Sends insect that carries dead ants, dead leaves, etc., on its back, as protective imitation.
Showing 81–100 of 215 items
Sends insect that carries dead ants, dead leaves, etc., on its back, as protective imitation.
Apologises for saying more than was necessary in his previous letter. Although he feels gratitude and esteem for CD, he execrates those who use natural selection to oppose man’s higher interests and impede his advance. Has seen Huxley’s Man’s place in nature for sale among a crowd of obscenities at most Italian railway stations.
Aggressive behaviour of dogs and horses.
Rabbits still running true; hopes to increase alien blood to 30%.
Will send deerhound puppy.
Is critical of Herbert Spencer.
Expression in horses.
Crying in babies.
Sends his "Charles Darwin, eine biographische Skizze" [Das Ausland 2 Apr 1870].
About the insertion of a column on marriage of cousins in the census form.
Good news: one little rabbit has a white forefoot.
Answers to CD’s queries on expression; observations on the facial expressions of the insane.
On death of his wife. Botany a solace.
Asks CD to review Wallace’s recent book of essays [Natural selection (1870)], particularly the new essay, which questions the applicability of natural selection to man.
Announces CD’s election as Honorary Member of the Société Impériale des Naturalistes de Moscou.
Responds to CD’s request for Canna seeds.
Studying dichogamy in Lotus. Describes mechanism that pumps pollen on to a visiting bee. Corrects Axell on Lotus.
Concern over Wallace’s book [Contributions to the theory of natural selection (1870)] and its apparent backsliding from Darwinian theory. HWB suggests that only CD is capable of criticising the book.
HWB hopes not too much was made over his few comments on man in M. F. Somerville’s book [Physical geography, revised ed. (1870)].
Willy is back from New Zealand. JDH perturbed by what to do with him.
J. W. Dawson’s Bakerian lecture for Royal Society is full of errors, and JDH is forced to recommend that it not be published. [An abstract of the lecture was published: "On the pre-Carboniferous floras of north-eastern America", Proc. R. Soc. Lond. 18 (1869–70): 333–5.]
Behaviour of ants.
Not discouraged by F. Müller’s Passiflora.
Observations on insects visiting barberries.
Has finished the article [on the action of the eyelids in Ned. Arch. Geneeskd. & Natuurkd. 5 (1870), also see 7238]; summarises: the occlusion of the eyelids protects the vessels, and the eye itself, against the danger of pressure caused by excessive expiratory action. The weakness of the conclusion is that the extent of the danger caused by the pressure to the normal state of the eye is not precisely known.
A detailed description of the physiological and anatomical processes related to the prolonged involuntary contraction of the orbicular muscles and the secretion of tears (as in retching, violent coughing, or laughing). [See Expression, p. 160.].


Pictures do not belong in the copy; retype the records below exactly.

** DATA **
┄┄┄┄┄┄┄┄┄┄┄┄┄┄┄┄┄┄┄┄
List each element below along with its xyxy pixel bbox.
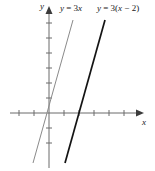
line-y-equals-3x-minus-2 — [65, 20, 105, 163]
y-axis-arrow-icon — [46, 6, 53, 14]
equation-label-line2-eq: = 3( — [101, 3, 118, 13]
y-axis-label: y — [40, 2, 44, 11]
equation-label-line2-suffix: − 2) — [122, 3, 139, 13]
line-y-equals-3x — [33, 20, 73, 163]
equation-label-line2: y = 3(x − 2) — [97, 4, 139, 13]
coordinate-plane — [0, 0, 155, 171]
equation-label-line1-eq: = 3 — [64, 3, 78, 13]
equation-label-line1: y = 3x — [60, 4, 82, 13]
x-axis-arrow-icon — [136, 110, 144, 117]
graph-figure: y = 3x y = 3(x − 2) y x — [0, 0, 155, 171]
equation-label-line1-x: x — [78, 3, 82, 13]
x-axis-label: x — [142, 118, 146, 127]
┄┄┄┄┄┄┄┄┄┄┄┄┄┄┄┄┄┄┄┄
** ANSWER TO THIS TASK **
List each element below along with its xyxy pixel bbox.
line-y-equals-3x-minus-2 — [65, 20, 105, 163]
y-axis-arrow-icon — [46, 6, 53, 14]
equation-label-line2-eq: = 3( — [101, 3, 118, 13]
y-axis-label: y — [40, 2, 44, 11]
equation-label-line2-suffix: − 2) — [122, 3, 139, 13]
line-y-equals-3x — [33, 20, 73, 163]
equation-label-line2: y = 3(x − 2) — [97, 4, 139, 13]
coordinate-plane — [0, 0, 155, 171]
equation-label-line1-eq: = 3 — [64, 3, 78, 13]
equation-label-line1: y = 3x — [60, 4, 82, 13]
x-axis-arrow-icon — [136, 110, 144, 117]
graph-figure: y = 3x y = 3(x − 2) y x — [0, 0, 155, 171]
equation-label-line1-x: x — [78, 3, 82, 13]
x-axis-label: x — [142, 118, 146, 127]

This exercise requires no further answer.